Indeed, for me its usually either slices or writer
It’s an interesting question whether any stdlib container is suitable to be passed across API boundaries, or whether slices are always enough…
How would you deal with containers that don’t translate to slices, like hash maps?
Why should a library user be interested in such implementation details? E.g. if you want the library user to add key/value pairs, add a library API function add_item(key: KeyType, value: ValueType) and to lookup items, add a function get_item(key: KeyType) ?ValueType.
Internally, use a hash map to manage those items, but don’t expose that detail to the user. That way you can later switch to a different hash map implementation without breaking any code which depends on your library.
One case that comes to mind is passing a “dict” to a JSON encoder. I think I’d rather pass (and construct) these types of objects using some standard library HashMap container instead of having libraries craft an API for this type of data.
But the original idea of using slices or a writer instead of an ArrayList seems like a good convention.
Ideally the standard libary would define some sort of abstract interface types (like ‘Dictionary’ or ‘KeyValuePairContainer’) which could be used in the API of user libraries, so that the caller can plug any sort of HashMap under that interface.
It’s the same problem I had in C++, e.g. why does that API want a std::vector when I have my data in a std::array… you’d then end up creating a temporary std::vector just to get your data items into the API (ok in that example a simple slice would serve as that interface).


== Assignment ==
In your copy of the listing below, reproduce each word exactly and include no pictures.

──────── Records to process

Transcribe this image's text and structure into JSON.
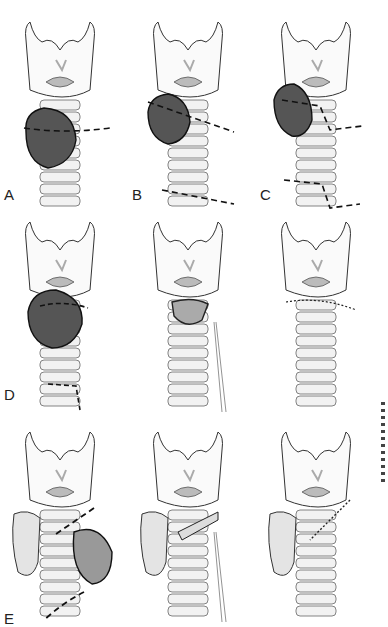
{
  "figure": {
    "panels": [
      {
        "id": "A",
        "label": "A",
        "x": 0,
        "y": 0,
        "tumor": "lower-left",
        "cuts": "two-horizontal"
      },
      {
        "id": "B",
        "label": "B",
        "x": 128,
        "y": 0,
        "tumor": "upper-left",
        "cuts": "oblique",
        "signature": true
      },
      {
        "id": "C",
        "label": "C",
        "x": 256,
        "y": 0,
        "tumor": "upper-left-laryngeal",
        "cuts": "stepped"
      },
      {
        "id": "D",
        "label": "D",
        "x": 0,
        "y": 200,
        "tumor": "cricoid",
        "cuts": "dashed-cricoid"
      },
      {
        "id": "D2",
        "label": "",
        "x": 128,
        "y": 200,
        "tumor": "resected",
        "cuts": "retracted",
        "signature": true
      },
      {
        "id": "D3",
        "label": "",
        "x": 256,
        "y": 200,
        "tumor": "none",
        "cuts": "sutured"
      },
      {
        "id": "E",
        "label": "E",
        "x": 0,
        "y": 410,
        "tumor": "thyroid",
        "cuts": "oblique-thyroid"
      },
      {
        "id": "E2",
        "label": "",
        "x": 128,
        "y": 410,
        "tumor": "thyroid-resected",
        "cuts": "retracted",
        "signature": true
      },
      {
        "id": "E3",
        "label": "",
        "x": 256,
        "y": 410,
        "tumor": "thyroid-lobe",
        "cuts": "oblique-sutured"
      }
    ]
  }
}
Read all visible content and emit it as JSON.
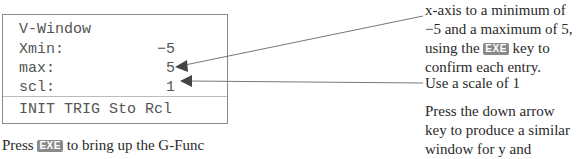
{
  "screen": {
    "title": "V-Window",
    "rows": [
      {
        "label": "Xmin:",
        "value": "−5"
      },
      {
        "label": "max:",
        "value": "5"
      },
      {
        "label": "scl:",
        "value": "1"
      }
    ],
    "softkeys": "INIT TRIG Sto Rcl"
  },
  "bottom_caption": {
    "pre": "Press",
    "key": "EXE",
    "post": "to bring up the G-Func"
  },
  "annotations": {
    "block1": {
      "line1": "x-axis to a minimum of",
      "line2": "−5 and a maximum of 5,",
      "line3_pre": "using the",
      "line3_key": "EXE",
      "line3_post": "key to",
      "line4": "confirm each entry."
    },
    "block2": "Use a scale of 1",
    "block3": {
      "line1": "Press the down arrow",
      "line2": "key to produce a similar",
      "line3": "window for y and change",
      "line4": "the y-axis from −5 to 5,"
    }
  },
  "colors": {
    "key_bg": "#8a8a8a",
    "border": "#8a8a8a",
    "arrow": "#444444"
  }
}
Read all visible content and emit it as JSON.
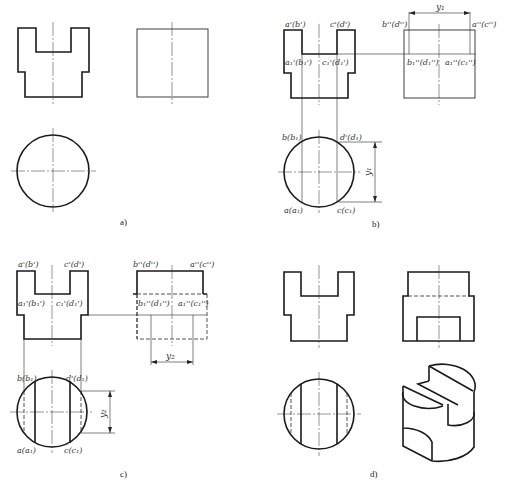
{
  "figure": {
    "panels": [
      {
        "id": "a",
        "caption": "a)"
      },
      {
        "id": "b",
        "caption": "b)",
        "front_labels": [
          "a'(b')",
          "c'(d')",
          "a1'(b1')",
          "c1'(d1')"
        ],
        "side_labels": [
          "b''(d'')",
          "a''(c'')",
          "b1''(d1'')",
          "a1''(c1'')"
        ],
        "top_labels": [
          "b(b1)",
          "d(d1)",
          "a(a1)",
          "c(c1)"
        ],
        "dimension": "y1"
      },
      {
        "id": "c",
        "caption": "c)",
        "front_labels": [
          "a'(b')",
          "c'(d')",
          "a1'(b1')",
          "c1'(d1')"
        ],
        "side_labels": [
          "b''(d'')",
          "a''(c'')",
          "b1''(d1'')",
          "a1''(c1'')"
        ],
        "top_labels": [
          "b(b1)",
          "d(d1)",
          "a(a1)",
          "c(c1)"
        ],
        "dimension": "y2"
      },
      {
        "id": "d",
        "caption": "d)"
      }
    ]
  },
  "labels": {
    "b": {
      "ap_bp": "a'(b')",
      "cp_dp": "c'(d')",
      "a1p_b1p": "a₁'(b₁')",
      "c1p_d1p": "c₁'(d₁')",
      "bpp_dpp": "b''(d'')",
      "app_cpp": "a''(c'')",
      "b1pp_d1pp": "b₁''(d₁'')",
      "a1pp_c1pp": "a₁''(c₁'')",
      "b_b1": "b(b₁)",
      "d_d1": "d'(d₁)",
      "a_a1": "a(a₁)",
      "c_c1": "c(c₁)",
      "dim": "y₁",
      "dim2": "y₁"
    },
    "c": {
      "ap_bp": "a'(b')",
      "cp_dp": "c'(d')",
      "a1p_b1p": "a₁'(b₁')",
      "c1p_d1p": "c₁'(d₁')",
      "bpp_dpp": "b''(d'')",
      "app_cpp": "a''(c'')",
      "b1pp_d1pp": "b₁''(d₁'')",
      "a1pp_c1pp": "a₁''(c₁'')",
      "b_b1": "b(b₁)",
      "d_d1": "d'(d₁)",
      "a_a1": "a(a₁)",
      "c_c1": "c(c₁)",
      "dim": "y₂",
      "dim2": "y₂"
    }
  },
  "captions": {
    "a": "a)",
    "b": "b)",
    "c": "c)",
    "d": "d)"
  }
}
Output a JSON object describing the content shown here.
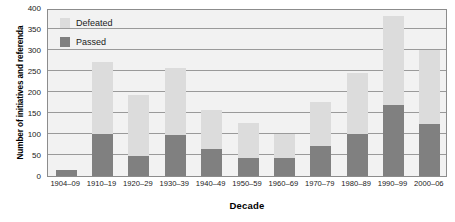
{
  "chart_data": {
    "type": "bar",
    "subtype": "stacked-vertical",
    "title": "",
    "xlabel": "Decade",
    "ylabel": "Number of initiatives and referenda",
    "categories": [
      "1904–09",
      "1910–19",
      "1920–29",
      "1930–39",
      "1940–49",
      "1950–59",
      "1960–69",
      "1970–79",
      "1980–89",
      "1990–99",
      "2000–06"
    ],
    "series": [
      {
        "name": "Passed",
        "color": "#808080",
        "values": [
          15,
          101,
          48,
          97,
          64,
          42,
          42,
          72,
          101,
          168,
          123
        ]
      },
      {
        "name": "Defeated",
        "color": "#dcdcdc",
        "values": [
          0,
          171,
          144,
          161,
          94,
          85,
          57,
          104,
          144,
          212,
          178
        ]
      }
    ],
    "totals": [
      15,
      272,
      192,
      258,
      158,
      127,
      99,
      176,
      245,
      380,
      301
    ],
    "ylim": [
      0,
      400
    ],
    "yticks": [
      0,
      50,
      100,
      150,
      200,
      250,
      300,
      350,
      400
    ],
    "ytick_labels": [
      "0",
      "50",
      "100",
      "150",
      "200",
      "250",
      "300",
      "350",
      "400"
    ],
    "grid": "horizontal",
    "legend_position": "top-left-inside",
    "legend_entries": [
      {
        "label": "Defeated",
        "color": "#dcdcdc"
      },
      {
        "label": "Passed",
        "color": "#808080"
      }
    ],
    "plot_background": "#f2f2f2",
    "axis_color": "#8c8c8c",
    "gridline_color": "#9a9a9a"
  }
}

────────────────

== Final answer ==
Transcribe this image's text and structure into JSON.
{
  "figure": {
    "panels": [
      {
        "id": "A",
        "label": "A",
        "x": 0,
        "y": 0,
        "tumor": "lower-left",
        "cuts": "two-horizontal"
      },
      {
        "id": "B",
        "label": "B",
        "x": 128,
        "y": 0,
        "tumor": "upper-left",
        "cuts": "oblique",
        "signature": true
      },
      {
        "id": "C",
        "label": "C",
        "x": 256,
        "y": 0,
        "tumor": "upper-left-laryngeal",
        "cuts": "stepped"
      },
      {
        "id": "D",
        "label": "D",
        "x": 0,
        "y": 200,
        "tumor": "cricoid",
        "cuts": "dashed-cricoid"
      },
      {
        "id": "D2",
        "label": "",
        "x": 128,
        "y": 200,
        "tumor": "resected",
        "cuts": "retracted",
        "signature": true
      },
      {
        "id": "D3",
        "label": "",
        "x": 256,
        "y": 200,
        "tumor": "none",
        "cuts": "sutured"
      },
      {
        "id": "E",
        "label": "E",
        "x": 0,
        "y": 410,
        "tumor": "thyroid",
        "cuts": "oblique-thyroid"
      },
      {
        "id": "E2",
        "label": "",
        "x": 128,
        "y": 410,
        "tumor": "thyroid-resected",
        "cuts": "retracted",
        "signature": true
      },
      {
        "id": "E3",
        "label": "",
        "x": 256,
        "y": 410,
        "tumor": "thyroid-lobe",
        "cuts": "oblique-sutured"
      }
    ]
  }
}
Read all visible content and emit it as JSON.
{
  "screen": {
    "title": "V-Window",
    "rows": [
      {
        "label": "Xmin:",
        "value": "−5"
      },
      {
        "label": "max:",
        "value": "5"
      },
      {
        "label": "scl:",
        "value": "1"
      }
    ],
    "softkeys": "INIT TRIG Sto Rcl"
  },
  "bottom_caption": {
    "pre": "Press",
    "key": "EXE",
    "post": "to bring up the G-Func"
  },
  "annotations": {
    "block1": {
      "line1": "x-axis to a minimum of",
      "line2": "−5 and a maximum of 5,",
      "line3_pre": "using the",
      "line3_key": "EXE",
      "line3_post": "key to",
      "line4": "confirm each entry."
    },
    "block2": "Use a scale of 1",
    "block3": {
      "line1": "Press the down arrow",
      "line2": "key to produce a similar",
      "line3": "window for y and change",
      "line4": "the y-axis from −5 to 5,"
    }
  },
  "colors": {
    "key_bg": "#8a8a8a",
    "border": "#8a8a8a",
    "arrow": "#444444"
  }
}
Read all visible content and emit it as JSON.
{
  "figure": {
    "panels": [
      {
        "id": "a",
        "caption": "a)"
      },
      {
        "id": "b",
        "caption": "b)",
        "front_labels": [
          "a'(b')",
          "c'(d')",
          "a1'(b1')",
          "c1'(d1')"
        ],
        "side_labels": [
          "b''(d'')",
          "a''(c'')",
          "b1''(d1'')",
          "a1''(c1'')"
        ],
        "top_labels": [
          "b(b1)",
          "d(d1)",
          "a(a1)",
          "c(c1)"
        ],
        "dimension": "y1"
      },
      {
        "id": "c",
        "caption": "c)",
        "front_labels": [
          "a'(b')",
          "c'(d')",
          "a1'(b1')",
          "c1'(d1')"
        ],
        "side_labels": [
          "b''(d'')",
          "a''(c'')",
          "b1''(d1'')",
          "a1''(c1'')"
        ],
        "top_labels": [
          "b(b1)",
          "d(d1)",
          "a(a1)",
          "c(c1)"
        ],
        "dimension": "y2"
      },
      {
        "id": "d",
        "caption": "d)"
      }
    ]
  },
  "labels": {
    "b": {
      "ap_bp": "a'(b')",
      "cp_dp": "c'(d')",
      "a1p_b1p": "a₁'(b₁')",
      "c1p_d1p": "c₁'(d₁')",
      "bpp_dpp": "b''(d'')",
      "app_cpp": "a''(c'')",
      "b1pp_d1pp": "b₁''(d₁'')",
      "a1pp_c1pp": "a₁''(c₁'')",
      "b_b1": "b(b₁)",
      "d_d1": "d'(d₁)",
      "a_a1": "a(a₁)",
      "c_c1": "c(c₁)",
      "dim": "y₁",
      "dim2": "y₁"
    },
    "c": {
      "ap_bp": "a'(b')",
      "cp_dp": "c'(d')",
      "a1p_b1p": "a₁'(b₁')",
      "c1p_d1p": "c₁'(d₁')",
      "bpp_dpp": "b''(d'')",
      "app_cpp": "a''(c'')",
      "b1pp_d1pp": "b₁''(d₁'')",
      "a1pp_c1pp": "a₁''(c₁'')",
      "b_b1": "b(b₁)",
      "d_d1": "d'(d₁)",
      "a_a1": "a(a₁)",
      "c_c1": "c(c₁)",
      "dim": "y₂",
      "dim2": "y₂"
    }
  },
  "captions": {
    "a": "a)",
    "b": "b)",
    "c": "c)",
    "d": "d)"
  }
}
Output a JSON object describing the content shown here.
{
  "chart_data": {
    "type": "bar",
    "subtype": "stacked-vertical",
    "title": "",
    "xlabel": "Decade",
    "ylabel": "Number of initiatives and referenda",
    "categories": [
      "1904–09",
      "1910–19",
      "1920–29",
      "1930–39",
      "1940–49",
      "1950–59",
      "1960–69",
      "1970–79",
      "1980–89",
      "1990–99",
      "2000–06"
    ],
    "series": [
      {
        "name": "Passed",
        "color": "#808080",
        "values": [
          15,
          101,
          48,
          97,
          64,
          42,
          42,
          72,
          101,
          168,
          123
        ]
      },
      {
        "name": "Defeated",
        "color": "#dcdcdc",
        "values": [
          0,
          171,
          144,
          161,
          94,
          85,
          57,
          104,
          144,
          212,
          178
        ]
      }
    ],
    "totals": [
      15,
      272,
      192,
      258,
      158,
      127,
      99,
      176,
      245,
      380,
      301
    ],
    "ylim": [
      0,
      400
    ],
    "yticks": [
      0,
      50,
      100,
      150,
      200,
      250,
      300,
      350,
      400
    ],
    "ytick_labels": [
      "0",
      "50",
      "100",
      "150",
      "200",
      "250",
      "300",
      "350",
      "400"
    ],
    "grid": "horizontal",
    "legend_position": "top-left-inside",
    "legend_entries": [
      {
        "label": "Defeated",
        "color": "#dcdcdc"
      },
      {
        "label": "Passed",
        "color": "#808080"
      }
    ],
    "plot_background": "#f2f2f2",
    "axis_color": "#8c8c8c",
    "gridline_color": "#9a9a9a"
  }
}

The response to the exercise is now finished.